Let’s break it down:

  • The new residency clearing push is backed by $3.3 billion from Prop 1, aimed at expanding mental health treatment beds and outpatient services.

  • The state claims it has cleared over 16,000 encampments since 2021, yet California remains home to nearly a third of the nation’s homeless population.

  • Despite these so-called "wins," homelessness in the state increased again last year, albeit slightly less than in other blue states.

While Newsom talks tough now, he was nowhere to be found when crime-ridden encampments overtook once-pristine neighborhoods, turning parks and sidewalks into drug dens and open-air mental institutions. He even sued local governments like Norwalk for attempting to ban homeless shelters in residential areas a move he’s now pretending to support.

Here’s the truth this is too little, too late. Californians don’t need another press release. They need action and they’ve been demanding it for years while Sacramento catered to activists, decriminalized vagrancy, and threw billions into black-hole “housing-first” programs with no accountability.

And while the plan promotes “respectful treatment” and local flexibility, it fails to answer the obvious: Will there be real enforcement? Will cities finally have the power to remove violent squatters and drug dealers from public spaces or just shuffle them around with state-sanctioned lip service?
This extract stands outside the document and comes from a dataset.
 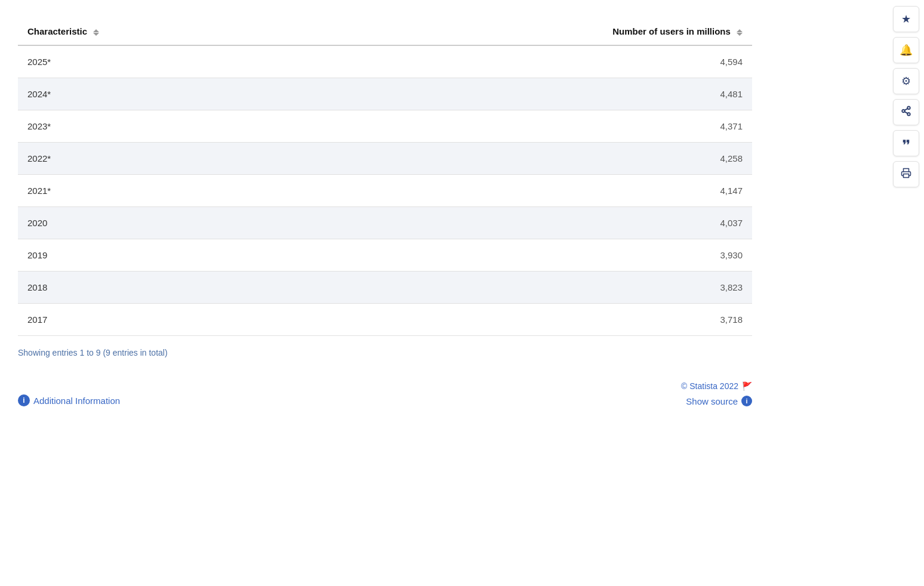 What do you see at coordinates (906, 174) in the screenshot?
I see `print-icon` at bounding box center [906, 174].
Newsom’s office insists this is a “generational investment,” boasting plans for:

  • 6,800 new residential treatment beds

  • 26,700 outpatient behavioral health slots

  • Up to $2 billion in permanent supportive housing for veterans and those battling addiction or mental illness

It all sounds great on paper. But after years of watching California’s homelessness epidemic grow worse despite repeated billion-dollar “solutions,” residents have every right to be skeptical.

This isn’t leadership. This is political damage control in the wake of a Supreme Court ruling Newsom once opposed, followed by years of failed progressive policies that enabled chaos on the streets.

California didn’t get here overnight, and it won't be fixed with another taxpayer-funded PR campaign. If Newsom really wants to clean up this mess, he should start by owning the failure not pretending it just began.